Even with these strategies, I still have some questions about how to make technical trainings more effective:

  1. How do I kick the boredom factor? How can technical trainings be more engaging? Having a clear purpose for learning the tool itself is, of course, critical, but sometimes that’s not quite enough to make a tutorial engaging. I would be curious to know if any readers here have suggestions for improving the “fun factor” of a tech training. Is there a gamification component that could be effective?
  2. How do I reduce feelings of potential overwhelm? I’ve had the experience of feeling like I can’t take in enough of the information during a technical training. As a designer, I’m wondering if readers have tips on ways that they reduce overwhelm for really technical concepts.

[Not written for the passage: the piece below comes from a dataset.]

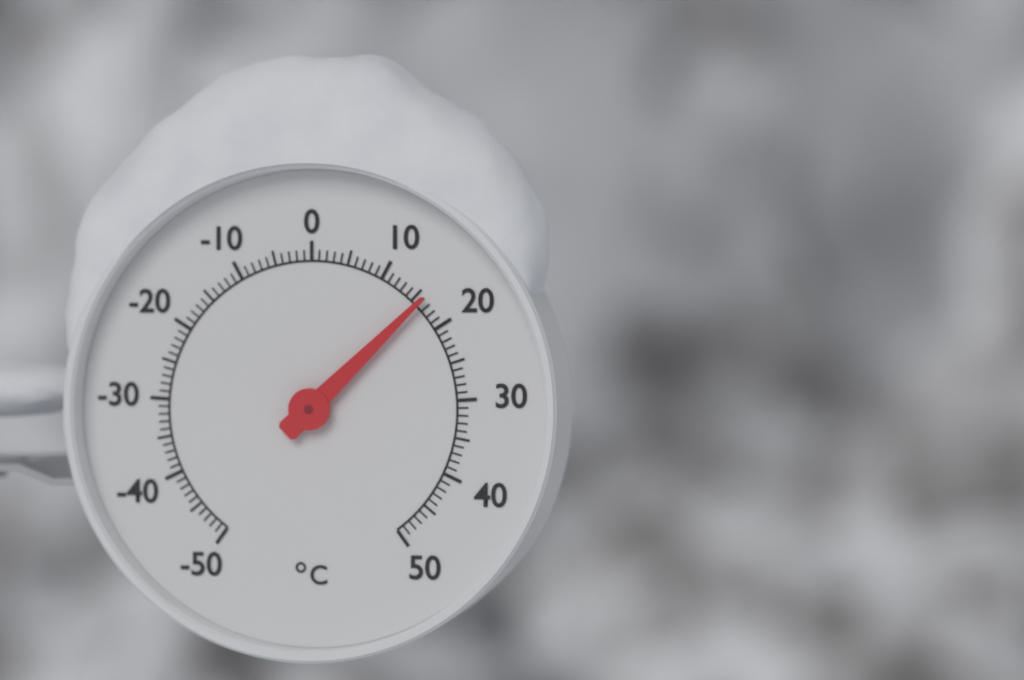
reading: 16 °C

  3. How do I bring in alternative perspectives/alternative pathways without confusing the audience? Most tools have multiple pathways for completing particular operations. I would like audience members to feel like they could explore those various options, but I also don’t want to offer too many different pathways. What are some good ways to make audience members aware of these pathways without also feeling confused by them?

It’s been a busy quarter for me of thinking through issues like this, but I’m hoping to get into a more regular blogging habit now that we’re already a full month into 2019! I hope that all of you out there are enjoying some cool new teaching experiences this winter.